Nearly half of all adults in the United States have high blood pressure. Based on the most recent national survey data from August 2021 through August 2023, the prevalence stands at 47.7%, which translates to roughly 120 million adults. That makes hypertension one of the single most common chronic conditions in the country, affecting more people than diabetes, depression, or obesity.
Who Is Most Affected
Men are more likely to have high blood pressure than women. About 50.8% of adult men meet the threshold, compared to 44.6% of adult women. The gap narrows somewhat after age adjustment, but the pattern holds: men carry a consistently higher burden across age groups.
Race and ethnicity play a significant role. Black adults have the highest prevalence at 58.0% after adjusting for age, well above the national average. Among Black women specifically, the rate is 56.7%, which is notably higher than the 36.7% seen in white women and 36.8% in Hispanic women. Among men, the racial gap exists but is smaller: 57.2% for Black men compared to about 50% for both white and Hispanic men.

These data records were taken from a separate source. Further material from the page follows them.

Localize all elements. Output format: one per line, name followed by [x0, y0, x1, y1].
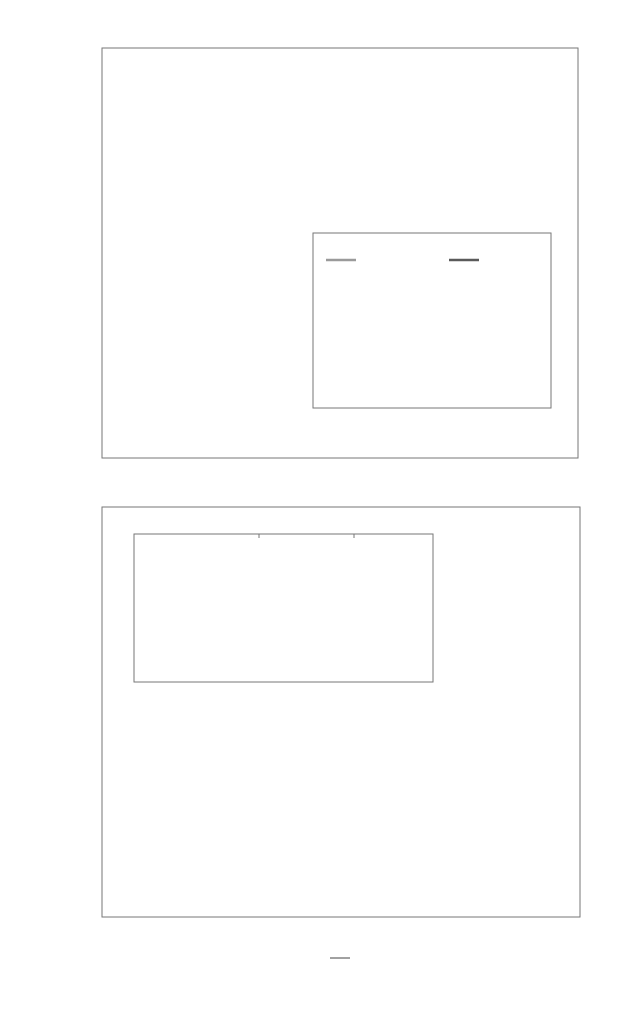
- bottom-inset-frame: [134, 534, 433, 682]
- figure: [0, 0, 620, 1010]
- bottom-plot: [0, 0, 580, 958]
- top-inset-plot: [0, 0, 551, 408]
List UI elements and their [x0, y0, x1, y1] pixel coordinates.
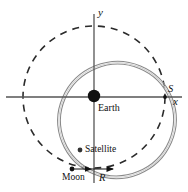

Age is the strongest individual risk factor. Blood pressure rises steadily as you get older, and the majority of adults over 60 have hypertension. Younger adults aren’t immune, though. A meaningful percentage of people between 18 and 39 already have elevated readings, often without knowing it.
What Counts as Hypertension
The current clinical guidelines, updated in 2025 by the American Heart Association and American College of Cardiology, define two stages. Stage 1 hypertension starts at a systolic reading (the top number) of 130 to 139 or a diastolic reading (the bottom number) of 80 to 89. Stage 2 hypertension is 140 or higher systolic, or 90 or higher diastolic.
These thresholds are lower than what many people expect. Before 2017, the cutoff for hypertension was 140/90. The shift to 130/80 reclassified millions of Americans overnight, which is one reason the prevalence numbers are so high today. The change wasn’t arbitrary. Research showed that cardiovascular risk begins climbing well before blood pressure reaches 140, and earlier intervention reduces heart attacks and strokes.
The Health Toll
High blood pressure damages blood vessels slowly over years, increasing the risk of heart disease, stroke, kidney failure, and vision loss. In 2023, it was a primary or contributing cause of 664,470 deaths in the United States. That figure makes it one of the leading contributors to mortality, rivaling smoking and obesity in its total impact on public health.
The danger of hypertension is partly that it produces no obvious symptoms for most people. You can walk around with a reading of 160/100 and feel perfectly fine, which is why it’s often called a “silent” condition. By the time symptoms appear (severe headaches, shortness of breath, nosebleeds), organ damage may already be underway.
The Control Problem
Having hypertension diagnosed is only half the challenge. A large share of people who know they have it still don’t have it under control, meaning their blood pressure remains above target despite awareness or treatment. The reasons are layered: some people struggle with medication side effects, others face barriers to regular healthcare, and many find it difficult to sustain the lifestyle changes (less sodium, more exercise, maintaining a healthy weight) that can lower readings by 5 to 15 points.
Awareness itself remains incomplete. Millions of adults with high blood pressure have never been told they have it, either because they don’t visit a doctor regularly or because their readings were borderline and went unaddressed. Routine screening is simple (a standard cuff reading takes less than a minute), but getting people into a setting where that happens is a persistent public health gap.
The Financial Cost
Hypertension is expensive both for individuals and for the healthcare system. The CDC estimates that annual costs associated with high blood pressure totaled $219 billion in 2019. On a personal level, adults with hypertension spent roughly $2,760 more per year on medical care than those without it. A 2021 analysis of privately insured adults found an even larger gap: about $2,930 in additional annual costs. These numbers include medications, doctor visits, lab work, and the treatment of complications like heart disease and kidney problems that hypertension accelerates.
For a condition that can often be managed with inexpensive medications and lifestyle changes, the downstream costs of inadequate control are disproportionately high. Much of the spending goes toward treating the consequences of uncontrolled blood pressure rather than preventing them.
Why the Numbers Keep Climbing
Several forces are pushing prevalence upward. The U.S. population is aging, and older adults are far more likely to develop hypertension. Obesity rates continue to rise, and excess weight is one of the strongest modifiable risk factors for high blood pressure. The typical American diet remains high in sodium, with most of it coming not from the salt shaker but from processed and restaurant foods. Physical inactivity compounds the problem.
Stress, poor sleep, and alcohol use also contribute, though their individual effects are harder to quantify at a population level. The net result is a condition that affects nearly one in two adults, costs hundreds of billions of dollars annually, and remains inadequately controlled in a large portion of those who have it.